As soon as you detect either imbalance – laxity or excitation – take the necessary steps to remedy it. Your first antidote to excitation is to relax more deeply; to counteract laxity, arouse your attention by activating alertness.

– Don’t try to block out distractions. Simply let them go and refocus your attention as single-pointedly as you can on your chosen object of meditation.  Attention training primarily involves regulating your mental focus by relaxing the body and intentionally concentrating on something.  Attention training does not primarily involve eliminating all distractions – it’s about managing your own mind in the midst of distractions.
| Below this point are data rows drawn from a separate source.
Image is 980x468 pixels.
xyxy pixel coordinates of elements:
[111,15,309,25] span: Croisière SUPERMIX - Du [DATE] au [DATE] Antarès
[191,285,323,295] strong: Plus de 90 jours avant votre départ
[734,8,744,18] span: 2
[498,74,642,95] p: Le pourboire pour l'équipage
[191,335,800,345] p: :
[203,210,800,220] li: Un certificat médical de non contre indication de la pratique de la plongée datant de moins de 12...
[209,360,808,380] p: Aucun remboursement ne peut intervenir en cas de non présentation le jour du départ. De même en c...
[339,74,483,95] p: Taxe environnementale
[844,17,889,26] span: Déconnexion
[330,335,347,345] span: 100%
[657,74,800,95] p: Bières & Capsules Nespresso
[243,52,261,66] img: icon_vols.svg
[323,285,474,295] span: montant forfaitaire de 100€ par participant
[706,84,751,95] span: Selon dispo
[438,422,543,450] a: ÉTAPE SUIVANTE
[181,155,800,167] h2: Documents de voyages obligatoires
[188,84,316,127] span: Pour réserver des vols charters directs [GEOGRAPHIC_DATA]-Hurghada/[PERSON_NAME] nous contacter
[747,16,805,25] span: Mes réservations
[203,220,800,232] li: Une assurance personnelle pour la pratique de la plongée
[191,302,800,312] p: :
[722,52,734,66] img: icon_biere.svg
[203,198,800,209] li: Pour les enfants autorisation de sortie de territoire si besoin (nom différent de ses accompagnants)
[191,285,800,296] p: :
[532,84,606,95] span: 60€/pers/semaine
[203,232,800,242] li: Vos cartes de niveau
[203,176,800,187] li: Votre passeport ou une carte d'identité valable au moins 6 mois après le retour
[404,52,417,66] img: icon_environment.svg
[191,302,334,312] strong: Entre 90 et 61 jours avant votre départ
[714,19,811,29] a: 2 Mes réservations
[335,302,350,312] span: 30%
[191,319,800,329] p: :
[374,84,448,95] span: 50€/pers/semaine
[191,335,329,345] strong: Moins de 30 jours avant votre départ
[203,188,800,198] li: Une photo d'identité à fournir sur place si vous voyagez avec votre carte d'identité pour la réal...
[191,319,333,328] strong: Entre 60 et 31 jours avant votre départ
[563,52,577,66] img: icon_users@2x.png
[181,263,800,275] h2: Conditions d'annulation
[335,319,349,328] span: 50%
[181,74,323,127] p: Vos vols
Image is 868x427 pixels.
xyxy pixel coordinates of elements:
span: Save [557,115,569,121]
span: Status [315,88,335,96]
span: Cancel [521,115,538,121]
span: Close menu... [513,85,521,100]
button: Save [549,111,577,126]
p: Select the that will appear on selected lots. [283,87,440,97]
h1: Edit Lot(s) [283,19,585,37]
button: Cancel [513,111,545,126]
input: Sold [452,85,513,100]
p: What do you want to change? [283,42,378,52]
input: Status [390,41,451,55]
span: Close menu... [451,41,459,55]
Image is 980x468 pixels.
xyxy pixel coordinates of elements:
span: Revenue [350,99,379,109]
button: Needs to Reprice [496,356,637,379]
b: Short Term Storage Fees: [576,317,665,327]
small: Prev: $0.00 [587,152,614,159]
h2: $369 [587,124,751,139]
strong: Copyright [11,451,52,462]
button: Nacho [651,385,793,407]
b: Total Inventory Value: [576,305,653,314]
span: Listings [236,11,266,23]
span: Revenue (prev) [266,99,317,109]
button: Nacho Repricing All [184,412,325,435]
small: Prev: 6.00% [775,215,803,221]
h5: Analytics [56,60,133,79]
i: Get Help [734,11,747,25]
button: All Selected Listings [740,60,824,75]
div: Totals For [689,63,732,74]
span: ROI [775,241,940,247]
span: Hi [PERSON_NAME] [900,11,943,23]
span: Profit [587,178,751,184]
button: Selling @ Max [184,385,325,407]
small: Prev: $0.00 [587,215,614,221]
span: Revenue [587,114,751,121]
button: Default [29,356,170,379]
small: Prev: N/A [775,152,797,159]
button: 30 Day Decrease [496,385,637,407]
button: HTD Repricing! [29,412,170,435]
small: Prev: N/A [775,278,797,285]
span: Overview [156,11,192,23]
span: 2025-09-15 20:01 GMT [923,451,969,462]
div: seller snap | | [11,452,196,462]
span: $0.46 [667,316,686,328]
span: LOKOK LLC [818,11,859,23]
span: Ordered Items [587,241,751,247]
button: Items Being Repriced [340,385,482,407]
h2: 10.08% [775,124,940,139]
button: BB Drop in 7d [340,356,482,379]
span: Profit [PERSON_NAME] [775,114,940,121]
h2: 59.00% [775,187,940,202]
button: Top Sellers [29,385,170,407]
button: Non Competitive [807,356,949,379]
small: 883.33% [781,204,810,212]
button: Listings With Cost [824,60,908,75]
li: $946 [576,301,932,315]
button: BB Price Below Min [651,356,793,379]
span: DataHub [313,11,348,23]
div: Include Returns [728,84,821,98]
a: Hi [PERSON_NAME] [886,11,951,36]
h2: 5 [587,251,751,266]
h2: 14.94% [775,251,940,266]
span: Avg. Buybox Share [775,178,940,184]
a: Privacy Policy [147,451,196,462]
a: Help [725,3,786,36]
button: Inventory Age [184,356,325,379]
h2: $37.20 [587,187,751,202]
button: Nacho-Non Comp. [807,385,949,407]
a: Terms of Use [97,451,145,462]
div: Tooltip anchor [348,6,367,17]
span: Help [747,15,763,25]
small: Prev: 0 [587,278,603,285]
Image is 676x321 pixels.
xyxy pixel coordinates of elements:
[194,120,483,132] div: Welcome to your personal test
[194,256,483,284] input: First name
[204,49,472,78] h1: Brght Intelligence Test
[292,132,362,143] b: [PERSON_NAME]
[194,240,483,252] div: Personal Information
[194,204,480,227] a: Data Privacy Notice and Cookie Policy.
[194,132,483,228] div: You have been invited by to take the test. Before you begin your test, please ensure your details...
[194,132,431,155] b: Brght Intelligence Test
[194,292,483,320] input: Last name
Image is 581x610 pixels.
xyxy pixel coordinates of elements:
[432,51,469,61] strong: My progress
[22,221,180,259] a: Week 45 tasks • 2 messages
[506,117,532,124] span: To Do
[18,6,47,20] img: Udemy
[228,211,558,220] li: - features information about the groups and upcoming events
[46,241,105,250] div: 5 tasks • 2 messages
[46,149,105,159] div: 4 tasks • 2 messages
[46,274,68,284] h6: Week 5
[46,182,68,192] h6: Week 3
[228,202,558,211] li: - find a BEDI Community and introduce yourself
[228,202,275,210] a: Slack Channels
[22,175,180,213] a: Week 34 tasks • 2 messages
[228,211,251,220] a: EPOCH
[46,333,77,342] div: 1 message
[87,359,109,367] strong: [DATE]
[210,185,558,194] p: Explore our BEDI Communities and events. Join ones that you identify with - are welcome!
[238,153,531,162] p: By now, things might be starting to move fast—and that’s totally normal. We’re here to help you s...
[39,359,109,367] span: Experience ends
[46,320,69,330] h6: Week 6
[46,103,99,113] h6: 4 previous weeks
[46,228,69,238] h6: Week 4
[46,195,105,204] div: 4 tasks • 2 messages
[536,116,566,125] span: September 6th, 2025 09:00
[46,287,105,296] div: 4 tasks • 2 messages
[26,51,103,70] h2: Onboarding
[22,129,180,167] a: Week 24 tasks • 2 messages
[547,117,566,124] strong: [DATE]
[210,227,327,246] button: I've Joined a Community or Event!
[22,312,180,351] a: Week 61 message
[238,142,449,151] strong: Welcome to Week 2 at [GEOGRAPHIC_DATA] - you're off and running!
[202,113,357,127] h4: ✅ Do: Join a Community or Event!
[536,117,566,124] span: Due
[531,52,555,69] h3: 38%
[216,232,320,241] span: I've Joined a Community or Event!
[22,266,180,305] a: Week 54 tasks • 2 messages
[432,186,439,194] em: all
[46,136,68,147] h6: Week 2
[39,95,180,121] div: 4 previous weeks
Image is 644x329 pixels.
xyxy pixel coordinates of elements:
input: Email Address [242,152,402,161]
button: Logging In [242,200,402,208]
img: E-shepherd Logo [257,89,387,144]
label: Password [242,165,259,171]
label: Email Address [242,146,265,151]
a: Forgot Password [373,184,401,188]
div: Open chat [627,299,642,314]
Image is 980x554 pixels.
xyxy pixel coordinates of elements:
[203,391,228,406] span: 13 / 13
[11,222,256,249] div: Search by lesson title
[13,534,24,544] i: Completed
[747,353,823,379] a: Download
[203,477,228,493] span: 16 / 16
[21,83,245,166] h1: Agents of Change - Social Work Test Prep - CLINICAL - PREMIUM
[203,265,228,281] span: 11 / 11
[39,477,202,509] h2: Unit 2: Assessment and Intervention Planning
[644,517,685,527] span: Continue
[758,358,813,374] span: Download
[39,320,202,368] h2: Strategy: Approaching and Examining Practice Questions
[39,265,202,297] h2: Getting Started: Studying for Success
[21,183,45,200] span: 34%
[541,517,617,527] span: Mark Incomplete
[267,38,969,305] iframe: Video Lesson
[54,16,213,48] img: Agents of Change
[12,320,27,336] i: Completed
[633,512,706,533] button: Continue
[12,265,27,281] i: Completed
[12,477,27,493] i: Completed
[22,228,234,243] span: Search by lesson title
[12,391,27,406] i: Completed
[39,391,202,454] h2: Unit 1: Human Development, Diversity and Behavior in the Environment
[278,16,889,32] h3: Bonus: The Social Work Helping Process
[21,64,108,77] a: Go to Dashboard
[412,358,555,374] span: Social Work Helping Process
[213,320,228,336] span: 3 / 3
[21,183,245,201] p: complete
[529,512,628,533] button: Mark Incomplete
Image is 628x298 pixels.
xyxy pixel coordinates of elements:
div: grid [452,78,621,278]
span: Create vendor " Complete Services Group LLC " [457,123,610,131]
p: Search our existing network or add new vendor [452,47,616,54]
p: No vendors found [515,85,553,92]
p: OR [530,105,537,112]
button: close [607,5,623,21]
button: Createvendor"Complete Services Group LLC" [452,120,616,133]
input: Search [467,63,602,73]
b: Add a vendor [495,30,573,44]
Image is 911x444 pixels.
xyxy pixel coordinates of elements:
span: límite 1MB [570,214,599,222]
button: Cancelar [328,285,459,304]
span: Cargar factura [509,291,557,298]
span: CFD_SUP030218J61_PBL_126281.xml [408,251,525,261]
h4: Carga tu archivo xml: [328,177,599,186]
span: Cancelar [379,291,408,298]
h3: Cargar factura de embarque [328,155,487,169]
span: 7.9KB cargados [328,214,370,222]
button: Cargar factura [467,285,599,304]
– Sometimes you can eliminate distractions, but often you cannot.  Thus, the primary training involves a relaxed alertness and intentional concentration.

It is crucially important that stability is not gained at the expense of relaxation, and that the increase of vividness does not coincide with the decrease of stability.

– By clearly attending to a neutral object with sustained attention, without craving or aversion, we enable the mind to begin its own healing.

– Your ego is mostly taken out of commission as you let the body breathe of its own accord, exerting only a subtle degree of effort to balance attention when it falls into laxity or excitation.

Continuity of practice is vital.  If you do not practice regulating your attention every day, and you do not practice cultivating good attentional-behavioral habits, then your attention will remain in default mode which is constantly prone to excitation or laxity.

A necessary foundation for balancing the mind is ethical discipline. To live harmoniously with others, we need to practice social ethics, and to live harmoniously within our natural environment, we need to practice environmental ethics.

– Since we are so interconnected with others and our environments – more so than we’re consciously aware of – it is vital to always be ethical if we wish to attain a sense of inner peace.

Ethical (mental) discipline involves engaging in mental behavior that is conducive to balancing the mind and reducing disturbing mental states such as hatred, greed, confusion, fear, and jealousy.  Balancing our minds along with healthful behavior is being ethical toward ourselves.

– Although an activity may yield immediate pleasure, if over time it results in unrest, conflict, and misery, it warrants the label “unwholesome.”

– For a mind that is assaulted with a myriad of mental afflictions such as craving, hostility, and delusion, we need more than a medic. We need long-term, intensive care. That’s what this training is all about.

– Since mindfulness prevents the attention from straying from one’s chosen object, it acts as the basis for single-pointed, focused attention, known as Samadhi (also known as “one-pointedness”)

Two-component model of mindfulness:  the first involving the self-regulation of attention so that it is maintained on immediate experience, and the second involving an orientation that is characterized by curiosity, openness, and acceptance.

– Gunaratana describes mindfulness as:  nonconceptual awareness, or “bare attention,” which does not label or categorize experiences. “Mindfulness is present-time and awareness” and present-experience awareness.

Wallace Ph.D., B. Alan (2006-04-10). The Attention Revolution: Unlocking the Power of the Focused Mind (p. 60). Wisdom Publications. Kindle Edition.